Back to School
Most of us take a secondary education for granted but before 1890 most Kennebunkport kids didn’t have the option of going to high school. The cost for such a luxury was not covered by local taxes or subsidized by the state.
The State of Maine finally offered subsidies for any town that maintained a high school. In 1889, Kennebunkport voted to build a new village school on the burned-out Spring Hotel lot on Elm Street. The first floor of the new school would accommodate grammar and primary students. Upstairs, for the first and only time in the town’s history, Kennebunk Port had its own high school.
Kennebunk Port High School opened in April 1891 with freshman and sophomore students. Their teacher was Mr. William Gilpatrick of Saco. In the spring of 1893 Mr. Gilpatrick and his 39 students posed on the doorstep of the school building for a photograph. Five students were ready to graduate from high school but because they would each be charged out-of-pocket, they voted not to hold a formal graduation ceremony. The Chairman of the Kennebunkport School Committee refused to grant their 5 diplomas without a ceremony. The next time students were ready to graduate was spring of 1895. A ceremony was held that year and the original 5 graduates from 1893 finally got their diplomas.
While the town was building a Consolidated School on School Street, they voted to close the high school and pay tuition for Kennebunkport high school students to attend Kennebunk High School, Wells High School, or nearby private schools. All of the town’s 8th graders were temporarily moved to the old high school building. Consolidated School opened in 1953 and the old Elm St Schoolhouse was used as a branch bank for Ocean National Bank while their building across the street was under construction. The schoolhouse was torn down to make way for the municipal building in 1959.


# INSTRUCTIONS TO FOLLOW
Search the data for the word "regulatory". Reproduce every line where it is found.

# TASK INPUT

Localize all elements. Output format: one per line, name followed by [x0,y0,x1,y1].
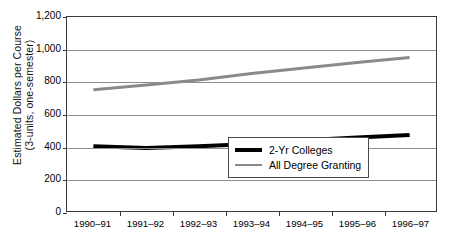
legend-label-0: 2-Yr Colleges [269,144,333,156]
x-axis-tick-mark [385,211,386,216]
x-axis-tick-label: 1993–94 [225,218,278,230]
x-axis-tick-labels: 1990–911991–921992–931993–941994–951995–… [66,218,437,234]
y-axis-tick-mark [63,213,67,214]
y-axis-tick-mark [63,82,67,83]
gridline [67,115,436,116]
legend-label-1: All Degree Granting [269,159,361,171]
legend-line-swatch-icon [235,160,262,170]
x-axis-tick-label: 1995–96 [331,218,384,230]
plot-area [66,16,437,212]
gridline [67,180,436,181]
x-axis-tick-mark [279,211,280,216]
y-axis-tick-label: 1,000 [36,44,61,54]
x-axis-tick-mark [332,211,333,216]
legend-item-1: All Degree Granting [235,157,361,172]
chart-legend: 2-Yr Colleges All Degree Granting [228,137,369,178]
series-line-1 [93,57,409,89]
series-lines [67,17,436,211]
y-axis-tick-mark [63,180,67,181]
x-axis-tick-mark [173,211,174,216]
y-axis-tick-mark [63,50,67,51]
y-axis-tick-mark [63,17,67,18]
x-axis-tick-label: 1996–97 [384,218,437,230]
legend-line-swatch-icon [235,145,262,155]
x-axis-tick-label: 1992–93 [172,218,225,230]
x-axis-tick-label: 1990–91 [66,218,119,230]
y-axis-tick-label: 1,200 [36,11,61,21]
x-axis-tick-mark [120,211,121,216]
x-axis-tick-label: 1991–92 [119,218,172,230]
y-axis-tick-label: 800 [44,76,61,86]
gridline [67,82,436,83]
x-axis-tick-label: 1994–95 [278,218,331,230]
y-axis-tick-label: 0 [55,207,61,217]
y-axis-tick-label: 200 [44,174,61,184]
y-axis-tick-mark [63,115,67,116]
y-axis-tick-label: 600 [44,109,61,119]
y-axis-tick-mark [63,148,67,149]
line-chart-figure: Estimated Dollars per Course (3-units, o… [0,0,450,248]
x-axis-tick-mark [226,211,227,216]
gridline [67,50,436,51]
y-axis-tick-label: 400 [44,142,61,152]
legend-item-0: 2-Yr Colleges [235,142,361,157]
y-axis-tick-labels: 02004006008001,0001,200 [12,0,64,248]
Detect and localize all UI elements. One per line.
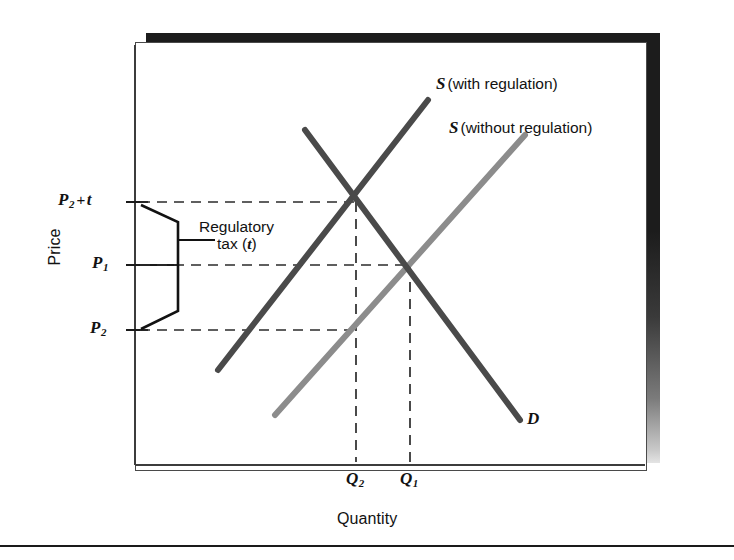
x-tick-subscript-q1: 1 xyxy=(412,477,418,489)
y-tick-plus-sign: + xyxy=(74,191,86,208)
y-tick-label-p1: P1 xyxy=(92,253,108,273)
axis-lines xyxy=(135,45,645,465)
price-axis-ticks xyxy=(126,202,178,330)
figure-page: Price Quantity P2+t P1 P2 Q2 Q1 S(with r… xyxy=(0,0,734,560)
y-tick-tax-variable: t xyxy=(87,190,92,209)
regulatory-tax-annotation: Regulatorytax (t) xyxy=(199,218,274,253)
x-tick-subscript-q2: 2 xyxy=(358,477,364,489)
x-tick-base-q2: Q xyxy=(346,469,358,488)
page-bottom-rule xyxy=(0,545,734,547)
supply-without-regulation-label: S(without regulation) xyxy=(449,118,592,137)
y-tick-label-p2-plus-t: P2+t xyxy=(58,190,91,210)
x-tick-label-q2: Q2 xyxy=(346,469,364,489)
x-tick-label-q1: Q1 xyxy=(400,469,418,489)
y-tick-base-p2: P xyxy=(90,318,100,337)
regulatory-tax-line2-suffix: ) xyxy=(251,235,256,252)
supply-without-regulation-letter: S xyxy=(449,118,460,137)
plot-canvas xyxy=(0,0,734,560)
bracket-outline xyxy=(141,205,178,329)
y-tick-base-p2-plus-t: P xyxy=(58,190,68,209)
supply-with-regulation-label: S(with regulation) xyxy=(436,74,558,93)
x-axis-title: Quantity xyxy=(337,510,397,528)
supply-with-regulation-letter: S xyxy=(436,74,447,93)
supply-without-regulation-qualifier: (without regulation) xyxy=(460,119,592,136)
y-tick-base-p1: P xyxy=(92,253,102,272)
x-tick-base-q1: Q xyxy=(400,469,412,488)
demand-curve-label: D xyxy=(527,409,539,428)
supply-with-regulation-qualifier: (with regulation) xyxy=(447,75,557,92)
y-tick-subscript-p1: 1 xyxy=(102,261,108,273)
y-axis-title: Price xyxy=(46,228,64,265)
regulatory-tax-line2-prefix: tax ( xyxy=(217,235,247,252)
curve-group xyxy=(218,100,525,420)
regulatory-tax-line1: Regulatory xyxy=(199,218,274,235)
y-tick-label-p2: P2 xyxy=(90,318,106,338)
y-tick-subscript-p2: 2 xyxy=(100,326,106,338)
guide-lines xyxy=(140,202,410,462)
regulatory-tax-line2: tax (t) xyxy=(199,235,274,252)
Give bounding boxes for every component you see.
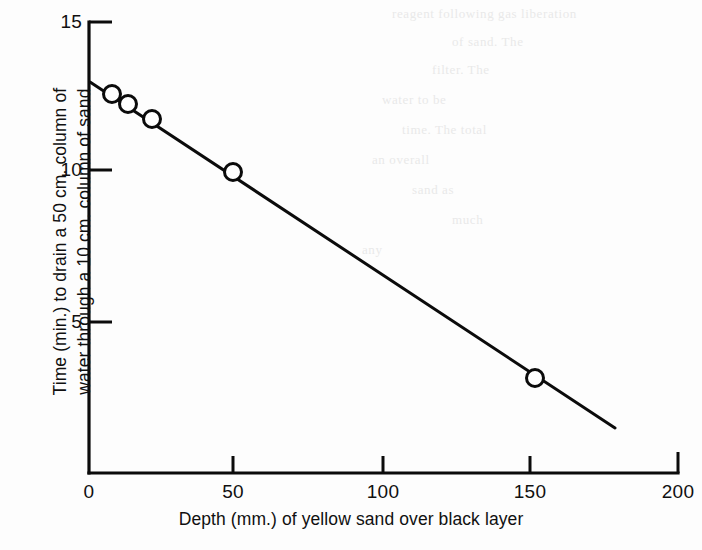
y-tick-label-15: 15 <box>28 11 82 33</box>
y-axis-title-line1: Time (min.) to drain a 50 cm. column of <box>49 32 73 452</box>
x-axis <box>89 452 678 473</box>
chart-svg <box>0 0 702 550</box>
x-tick-label-0: 0 <box>69 481 109 503</box>
x-tick-label-50: 50 <box>211 481 255 503</box>
data-point-marker <box>225 164 242 181</box>
data-point-marker <box>120 96 137 113</box>
data-point-marker <box>104 86 121 103</box>
x-tick-label-150: 150 <box>504 481 556 503</box>
y-axis-title-line2: water through a 10 cm. column of sand <box>73 32 97 452</box>
x-tick-label-100: 100 <box>357 481 409 503</box>
data-point-marker <box>527 370 544 387</box>
x-tick-label-200: 200 <box>652 481 702 503</box>
figure-container: reagent following gas liberation of sand… <box>0 0 702 550</box>
x-axis-title: Depth (mm.) of yellow sand over black la… <box>0 508 702 532</box>
data-point-marker <box>144 111 161 128</box>
y-axis-title: Time (min.) to drain a 50 cm. column of … <box>49 32 96 452</box>
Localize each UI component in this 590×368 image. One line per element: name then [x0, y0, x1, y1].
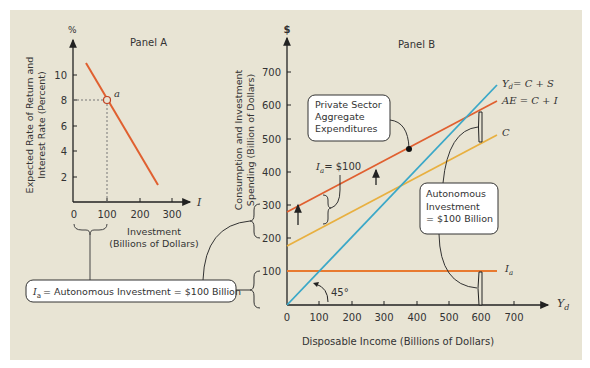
angle-label: 45°	[331, 287, 349, 298]
ia-note: Ia= $100	[315, 161, 361, 175]
panel-a-brace	[74, 224, 107, 235]
panel-a-title: Panel A	[130, 37, 167, 48]
y-brace-200-300-connector	[203, 221, 250, 280]
svg-text:200: 200	[130, 209, 149, 220]
svg-text:Expected Rate of Return and: Expected Rate of Return and	[24, 57, 35, 194]
svg-text:0: 0	[284, 312, 290, 323]
svg-text:Expenditures: Expenditures	[315, 123, 377, 134]
panel-a-y-unit: %	[68, 25, 77, 35]
svg-text:100: 100	[262, 266, 281, 277]
panel-b-title: Panel B	[398, 39, 435, 50]
svg-text:100: 100	[97, 209, 116, 220]
svg-text:6: 6	[61, 121, 67, 132]
panel-b-y-label: Consumption and Investment Spending (Bil…	[233, 69, 256, 210]
y-brace-0-100	[250, 271, 260, 308]
ia-shift-connector	[331, 175, 340, 208]
svg-text:300: 300	[162, 209, 181, 220]
ia-line-label: Ia	[504, 263, 513, 277]
svg-text:400: 400	[262, 167, 281, 178]
panel-a-x-symbol: I	[196, 196, 202, 209]
point-a-marker	[104, 97, 111, 104]
svg-text:4: 4	[61, 146, 67, 157]
callout-private-connector	[390, 120, 409, 148]
ae-line-label: AE = C + I	[501, 95, 559, 106]
svg-text:Investment: Investment	[426, 201, 480, 212]
point-a-label: a	[114, 88, 120, 99]
panel-b: Panel B $ Yd 700 600 500 400 300 200 100	[203, 24, 569, 347]
figure-svg: Panel A % I 10 8 6 4 2 0 100 200 300	[0, 0, 590, 368]
svg-text:0: 0	[71, 209, 77, 220]
svg-text:500: 500	[439, 312, 458, 323]
svg-text:500: 500	[262, 134, 281, 145]
angle-arc	[316, 284, 328, 302]
panel-b-y-unit: $	[284, 24, 291, 35]
svg-text:8: 8	[61, 95, 67, 106]
lower-bracket	[478, 272, 482, 305]
investment-demand-line	[86, 63, 158, 185]
y-brace-200-300	[250, 204, 260, 238]
svg-text:Interest Rate (Percent): Interest Rate (Percent)	[36, 71, 47, 179]
svg-text:200: 200	[342, 312, 361, 323]
svg-text:200: 200	[262, 233, 281, 244]
panel-b-x-symbol: Yd	[557, 297, 569, 312]
svg-text:Autonomous: Autonomous	[426, 188, 486, 199]
c-line-label: C	[502, 127, 510, 138]
svg-text:Private Sector: Private Sector	[315, 99, 382, 110]
autonomous-investment-box: Ia= Autonomous Investment = $100 Billion	[26, 280, 241, 302]
svg-text:600: 600	[262, 100, 281, 111]
svg-text:Aggregate: Aggregate	[315, 111, 365, 122]
panel-a-x-label-2: (Billions of Dollars)	[109, 238, 199, 249]
svg-text:Consumption and Investment: Consumption and Investment	[233, 69, 244, 210]
panel-a-y-label: Expected Rate of Return and Interest Rat…	[24, 57, 47, 194]
private-sector-dot	[406, 146, 412, 152]
panel-a-x-ticks: 0 100 200 300	[71, 198, 182, 220]
ia-shift-brace	[323, 195, 331, 224]
svg-text:100: 100	[309, 312, 328, 323]
yd-line-label: Yd= C + S	[502, 78, 554, 91]
svg-text:2: 2	[61, 172, 67, 183]
panel-a: Panel A % I 10 8 6 4 2 0 100 200 300	[24, 25, 202, 280]
panel-a-x-label-1: Investment	[127, 226, 181, 237]
svg-text:300: 300	[374, 312, 393, 323]
svg-text:400: 400	[407, 312, 426, 323]
callout-auto-connector-bottom	[439, 234, 477, 288]
panel-b-x-label: Disposable Income (Billions of Dollars)	[302, 336, 494, 347]
svg-text:= $100 Billion: = $100 Billion	[426, 213, 493, 224]
svg-text:700: 700	[262, 67, 281, 78]
svg-text:Spending (Billion of Dollars): Spending (Billion of Dollars)	[245, 74, 256, 206]
svg-text:300: 300	[262, 200, 281, 211]
svg-text:700: 700	[504, 312, 523, 323]
upper-bracket	[479, 112, 483, 142]
panel-b-x-ticks: 0 100 200 300 400 500 600 700	[284, 301, 524, 323]
svg-text:600: 600	[471, 312, 490, 323]
svg-text:10: 10	[54, 70, 67, 81]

# EXERCISE OUTPUT
regulatory-tax-annotation: Regulatorytax (t) xyxy=(199,218,274,253)
regulatory-tax-line2-suffix: ) xyxy=(251,235,256,252)
regulatory-tax-line2-prefix: tax ( xyxy=(217,235,247,252)
regulatory-tax-line1: Regulatory xyxy=(199,218,274,235)
regulatory-tax-line2: tax (t) xyxy=(199,235,274,252)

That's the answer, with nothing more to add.